Market behavior is about how people make decisions when capitalist exchanges are possible. Not how they consume allocated goods.

But they are literally not saying what you're saying. They're discussing human behaviour and trends of consumption and human mood as relative to their market engagement. There's nothing in there that says 'communists don't engage in market behaviour' ... they clearly do.

As I wrote before, the last time I read something with 'market behaviour' it was a psychological study on consumerist activity with 'aspirational brands'. And more or less it looks like these people are using that term to describe similar things.

zlefin
2019-01-23, 09:41 AM
Clearly better than yours. It's supply and demand: If there is neither, there is no market.

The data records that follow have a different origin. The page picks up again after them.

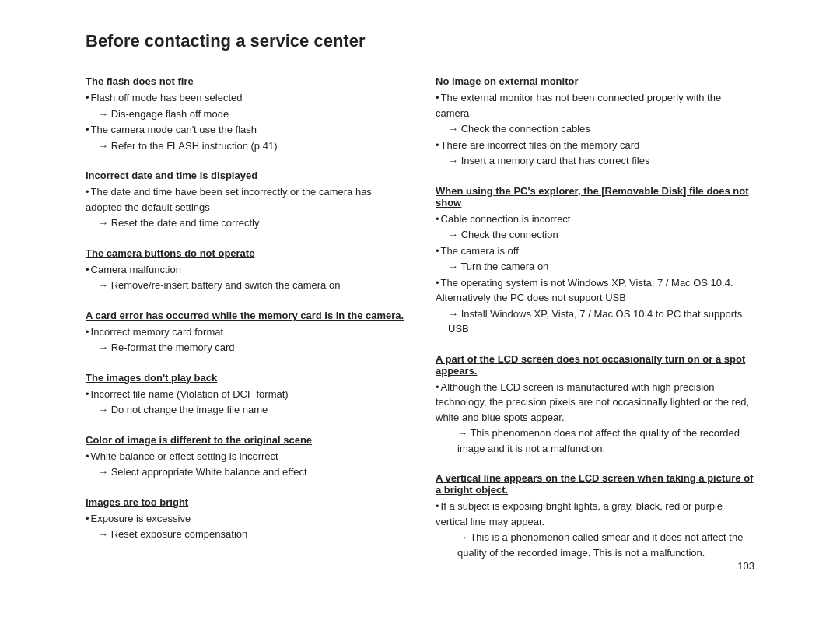 The height and width of the screenshot is (634, 840). Describe the element at coordinates (245, 114) in the screenshot. I see `list-item: Dis-engage flash off mode` at that location.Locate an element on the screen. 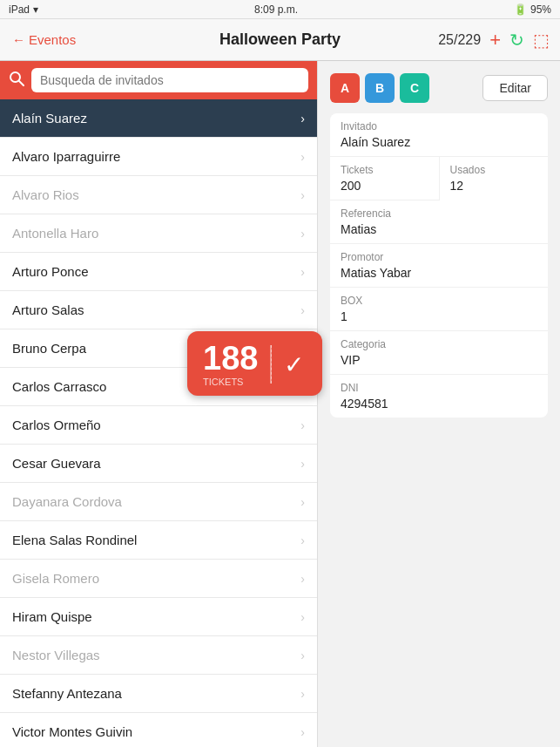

actually your understanding is far worse than mine; and you've no reasonable basis to claim yours is better. I recommend looking up the dunning-kruger effect if you wish to have a better understanding of why you don't get that.
Also, supply and demand isn't pertinent to the post of yours I responded to, it's jsut bringing up an irrelevant point to try to claim victory; you made other points there, which were simply wrong.
using a point that's true but irrelevant to the highly specific point under contention doesn't make you right.

Max_Killjoy
2019-01-23, 10:17 AM
@Kaptin Keen:

You understand that we understand the "market" to be mainly a social function, right?

I get what you are trying to create with your version of the elves, a people where each person is a more or less self-contained and fully independent unit of their own, not really in need of a functional society, because they don't depend on distributing/sharing the work load and specialization, what would lead to industrialization.

The point being that if one elf should find the bows or poems of another elf to be desirable and they are willing to barter for it, not just take it or get it as a gift, you have the social function of the "market".

That's a point we've been trying to make -- that once people are willing and able to trade things, even abstract things, there's a market.

The argument we're up against seems to have decided that these "ours are different" elves don't have a market, and then proceeded to reverse-define "market" such that the elves don't have one.

LibraryOgre
2019-01-23, 10:20 AM
The Mod Wonder: I think this one can take a break for a while.